Raaz Reboot movie review: It's a clunker!

Not that all this is anything new in any Vikram Bhatt film.

Update: 2016-09-17 01:43 GMT
A still from the movie Raaz Reboot

Cast: Gaurav Arora, Kriti Kharbanda, Emraan Hashmi
Director: Vikram Bhatt

 

Rehan (Gaurav Arora) has just moved to the picture-postcard surroundings of Romania with his wife Shania (Kriti Kharbanda) who had been pestering him to chuck his earlier job as a zonal manager in Mumbai, and take up this plum offer as the head of a finance company that also gives him a plush apartment in an upscale locality. Things look perfect, though it doesn’t take long to sense trouble in their marital life as Rehan snaps at Shania barely after their arrival from India, and even sleeping in separate bedrooms. She also sees an “eye” popping out of a washbasin; a laptop with bloodstained marks, a window abruptly opening; and a flower vase on a table suddenly cracking… and dripping water…

Vikram Bhatt’s final instalment of the Raaz series — Raaz Reboot — attempts to cross genres — romance, part horror, relationship drama, and some beyond the range of mysterious supernatural occult. But this oddball film’s mash-up comes at the price of a 128-minute torture that turns into “aatma” “raaz”, “mangal sutra” mumbo jumbo. While most of these things happen to Shania in this desultory tale, Rehan impulsively jets off to Munich, and Shania starts imagining things, gets possessed as the film moves backward and forward in quick succession making us lose track of the present, at times.

As some inexplicable happenings begin to take a toll on Shania’s life, Rehan is made to add further obscurity to the cryptic plot (whatever there is, in the first place) by not being an understanding husband and behaving awkwardly. There are other regular characters too, which do their bit to add vagueness to the occurrences: a married couple as good friends, an Indian psychometrist; a priest, a tarot card reader — to delay rationalisation and clarification of strange goings-on. In addition, some scenes — like a crow chasing him and smashing Rehan’s car windscreen, a figure lurking in the shadows of alleys, a dead body emerging out of nowhere from under Shania’s bed, etc., are so deliberately thrown in that we wonder where the story would eventually lead to.

Not that all this is anything new in any Vikram Bhatt film. In the earlier Raaz series we have had an overdose of spirits hanging around and trying to sabotage plans, an evil spirit unexpectedly surfacing more for scary effects, and, here, again, the filmmakers don’t reveal much and allow suspenseful drama to unfold as Emraan Hashmi — looking like he has just emerged from a root-canal job — makes a late appearance as Shania’s former husband who mysteriously knows what all she has been going through. Obviously, Bhatt drops little hints of unease along the way, not revealing to the audience much, and leaving them to wait for the denouement.

It’s the major part of the film’s unintentional narrative that invariably drifts towards the ludicrous. Things get so unnecessarily complicated after Hashmi’s presence that the film’s tone turns self-consciously absurd, and largely comes across as a joke. For filmmakers in the West, it has been the primary focus on the supernatural and the occult sciences for inspiration for films like The Omen and other exorcist series, while in the climax of Raaz Reboot, the lead pair clutching the mangal sutra for their ultimate survival while every else recites Hanuman chalisa is a ridiculous excuse for a story. Why, in the past, we have had rings, dupattas, bangles, saris, et al coming to the rescue of many uncanny climax sequences in umpteen horror-romance-mystery films of this genre? Wonder what is likely to become the paranormal leitmotif next? A bindi?

The writer is a film critic and has been reviewing films for over 15 years. He also writes on music, art and culture, and other human interest stories.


What the task asks:
Your copy should repeat the data that follows exactly and contain no image.
Provided data Start Marker
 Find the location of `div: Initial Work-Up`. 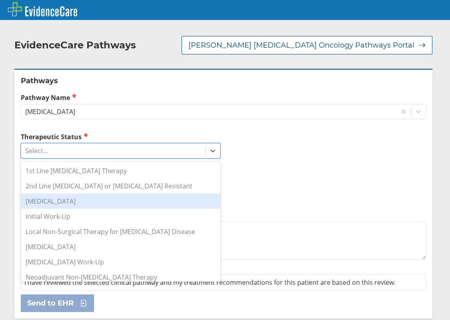

div: Initial Work-Up is located at coordinates (121, 217).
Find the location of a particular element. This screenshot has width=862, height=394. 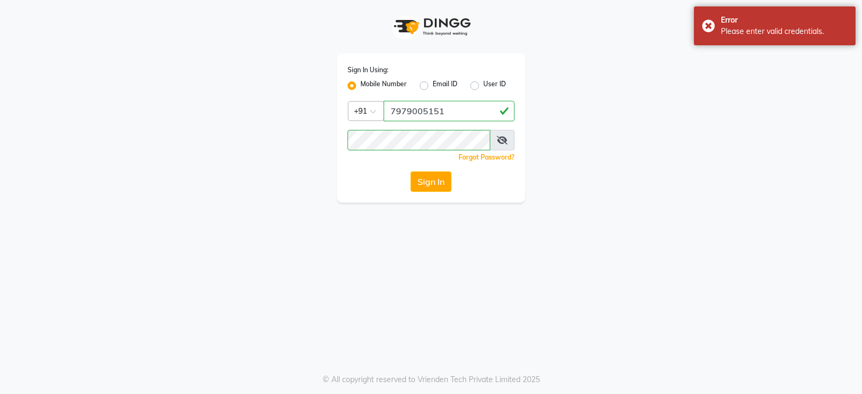

label: Email ID is located at coordinates (445, 86).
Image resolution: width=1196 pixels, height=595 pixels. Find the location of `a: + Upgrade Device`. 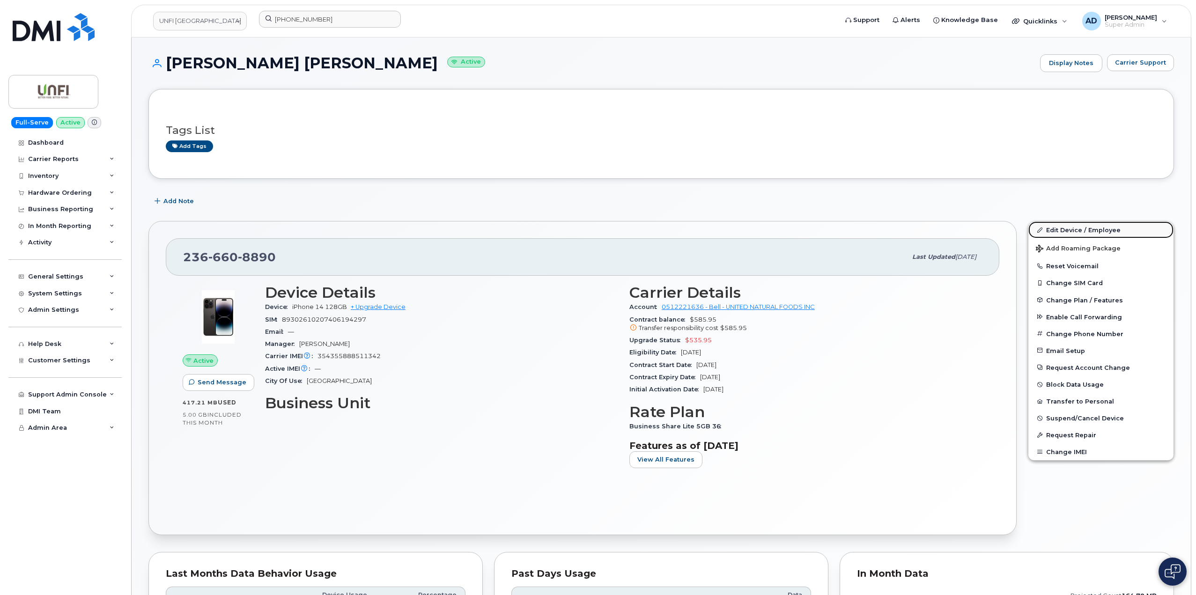

a: + Upgrade Device is located at coordinates (378, 307).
Provided data End Marker
Expected answer:
 Find the location of `div: Initial Work-Up`. 

div: Initial Work-Up is located at coordinates (121, 217).
Find the location of a particular element. This screenshot has width=862, height=394. 

label: Email ID is located at coordinates (445, 86).
Image resolution: width=1196 pixels, height=595 pixels. Find the location of `a: + Upgrade Device`. 

a: + Upgrade Device is located at coordinates (378, 307).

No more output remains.